Posted in: Review

A Haunted House 2

Have you ever found yourself wasting time, scrolling through a social media site and occasionally clicking on the “amazing” or “shocking” or “hilarious” viral videos people post, only to realize you’ve spent over an hour on such witless nonsense? Well, then you’ve seen A Haunted House 2, sort of. Nothing more than a loose conglomeration of decidedly unfunny sequences spoofing recent horror efforts such as Sinister, The Conjuring, and Insidious, this is another Marlon Wayans wonder, its existence emphasizing the clueless corporate executive who greenlit this disturbingly unnecessary sequel to the equally awful 2013 original.

Beginning where the first film left off (you remember, surely), our hero, Malcolm Johnson (Wayans) has left his demonically possessed girlfriend Kisha (Essence Atkins) in the back of a wrecked car and, months later, has married a horrible harpy named Megan (Jamie Pressly). He’s also become a stepfather to two ungrateful brats, tiresome teenage daughter Becky (Ashley Rickards), and her effeminate brother Wyatt (Steele Stubbins). The latter also has an imaginary friend who swigs vodka and talks like a street thug.

Over time, Malcolm starts to believe that his new home is haunted and that Kisha is still after him. He also has sex with a children’s doll, finds a box of old videotapes with disturbing imagery on them, and is tormented by a evil spirit named Aghoul (get it?). The family itself is plagued by hordes of moths, a butt-kicking chicken, and some less than tolerant church ladies. Eventually, Malcolm calls in paranormal investigators Ned and Noreen Swanson (Hayes MacArthur and Missi Pyle) to help rid them of their curse. It doesn’t work out too well.

Geared toward an audience that finds Twitter too taxing and Instagram not instant enough, A Haunted House 2 is a made-on-the-cheap chore. The so-called jokes are non-PC byproducts of homophobia or racism, with the overall lampoon lacking the bite of actual satire. Instead, Wayans and his co-writer (it seems antithetical to what’s up on the screen to consider that someone actually scripted this mess) Rick Alvarez rely heavily on the audience’s ability to recognize their targets to do the vast majority of the mockery. Just seeing the Annabelle doll from The Conjuring is enough to send some in the audience into “I recognize that” hysterics. Then the pair up the ugh factor by having Malcolm’s character lovingly violate her, over and over again. Ewwww.

It doesn’t stop here. Wyatt is portrayed as one step away from a Pride parade while the gang of church ladies have nothing nice (or normal) to say about interracial couples (or white women in particular). The last act inclusion of the Lorraine and Ed Warren wannabes feels desperate, as does the return of a paycheck cashing Cedric the Entertainer. In fact, most of the film is just like those equally atrocious efforts by Aaron Seltzer and Jason Friedberg (who, oddly enough, got their start working with Wayans on Scary Movie), the clear connection being the illogical use of any pop culture reference available combined with an equally pointless attempt at plot. The only real difference between the two is that Wayans can work the race card, while Seltzer and Friedberg shy away from such minstrel show assaults.

Manufactured on a microbudget and aimed toward an audience unlikely to care about concepts like character or continuity, A Haunted House 2 may think it’s poking fun at the recent rash of genre efforts. Instead, it has a palpable disdain for everything the movies stand for. It’s not entertaining. It’s not engaging. It’s not even energetic. Instead, it plays like a series of shout-outs by individuals with no idea what they’re yelling about. Were it really over the top and repulsive, we might enjoy the scatology. Instead, A Haunted House 2 is repugnant for other, obvious reasons.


EXERCISE:
If an entry contains a picture, omit that picture and transcribe everything else exactly.

Start of DATA TO EXAMINE

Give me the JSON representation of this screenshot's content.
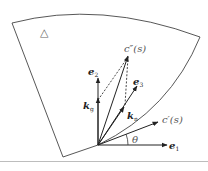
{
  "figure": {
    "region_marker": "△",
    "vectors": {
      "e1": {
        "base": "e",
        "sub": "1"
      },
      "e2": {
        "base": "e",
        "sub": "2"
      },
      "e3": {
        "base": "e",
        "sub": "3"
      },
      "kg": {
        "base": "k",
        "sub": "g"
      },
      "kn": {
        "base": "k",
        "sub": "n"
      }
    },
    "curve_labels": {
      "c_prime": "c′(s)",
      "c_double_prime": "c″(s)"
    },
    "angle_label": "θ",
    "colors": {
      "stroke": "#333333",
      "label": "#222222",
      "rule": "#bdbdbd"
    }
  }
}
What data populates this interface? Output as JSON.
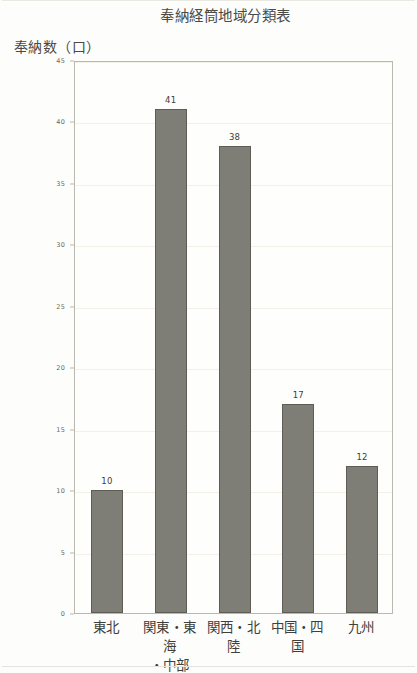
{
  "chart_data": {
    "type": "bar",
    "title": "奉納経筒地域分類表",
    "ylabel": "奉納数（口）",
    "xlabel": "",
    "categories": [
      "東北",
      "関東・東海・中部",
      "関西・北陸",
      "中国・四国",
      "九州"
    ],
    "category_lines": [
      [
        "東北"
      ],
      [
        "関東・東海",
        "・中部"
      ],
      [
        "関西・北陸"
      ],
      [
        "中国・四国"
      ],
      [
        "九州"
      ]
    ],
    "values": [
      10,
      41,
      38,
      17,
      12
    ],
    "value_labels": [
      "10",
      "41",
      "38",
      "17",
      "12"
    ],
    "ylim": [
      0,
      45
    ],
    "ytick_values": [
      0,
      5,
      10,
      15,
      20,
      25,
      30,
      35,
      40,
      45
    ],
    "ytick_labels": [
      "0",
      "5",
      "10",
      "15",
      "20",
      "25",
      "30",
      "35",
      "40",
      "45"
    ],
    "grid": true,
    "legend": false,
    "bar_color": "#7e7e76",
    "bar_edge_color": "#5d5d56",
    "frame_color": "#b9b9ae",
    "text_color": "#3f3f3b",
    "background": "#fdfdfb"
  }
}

End of DATA TO EXAMINE

ANSWER:
Give me the JSON representation of this screenshot's content.
{
  "figure": {
    "region_marker": "△",
    "vectors": {
      "e1": {
        "base": "e",
        "sub": "1"
      },
      "e2": {
        "base": "e",
        "sub": "2"
      },
      "e3": {
        "base": "e",
        "sub": "3"
      },
      "kg": {
        "base": "k",
        "sub": "g"
      },
      "kn": {
        "base": "k",
        "sub": "n"
      }
    },
    "curve_labels": {
      "c_prime": "c′(s)",
      "c_double_prime": "c″(s)"
    },
    "angle_label": "θ",
    "colors": {
      "stroke": "#333333",
      "label": "#222222",
      "rule": "#bdbdbd"
    }
  }
}
What data populates this interface? Output as JSON.
{
  "chart_data": {
    "type": "bar",
    "title": "奉納経筒地域分類表",
    "ylabel": "奉納数（口）",
    "xlabel": "",
    "categories": [
      "東北",
      "関東・東海・中部",
      "関西・北陸",
      "中国・四国",
      "九州"
    ],
    "category_lines": [
      [
        "東北"
      ],
      [
        "関東・東海",
        "・中部"
      ],
      [
        "関西・北陸"
      ],
      [
        "中国・四国"
      ],
      [
        "九州"
      ]
    ],
    "values": [
      10,
      41,
      38,
      17,
      12
    ],
    "value_labels": [
      "10",
      "41",
      "38",
      "17",
      "12"
    ],
    "ylim": [
      0,
      45
    ],
    "ytick_values": [
      0,
      5,
      10,
      15,
      20,
      25,
      30,
      35,
      40,
      45
    ],
    "ytick_labels": [
      "0",
      "5",
      "10",
      "15",
      "20",
      "25",
      "30",
      "35",
      "40",
      "45"
    ],
    "grid": true,
    "legend": false,
    "bar_color": "#7e7e76",
    "bar_edge_color": "#5d5d56",
    "frame_color": "#b9b9ae",
    "text_color": "#3f3f3b",
    "background": "#fdfdfb"
  }
}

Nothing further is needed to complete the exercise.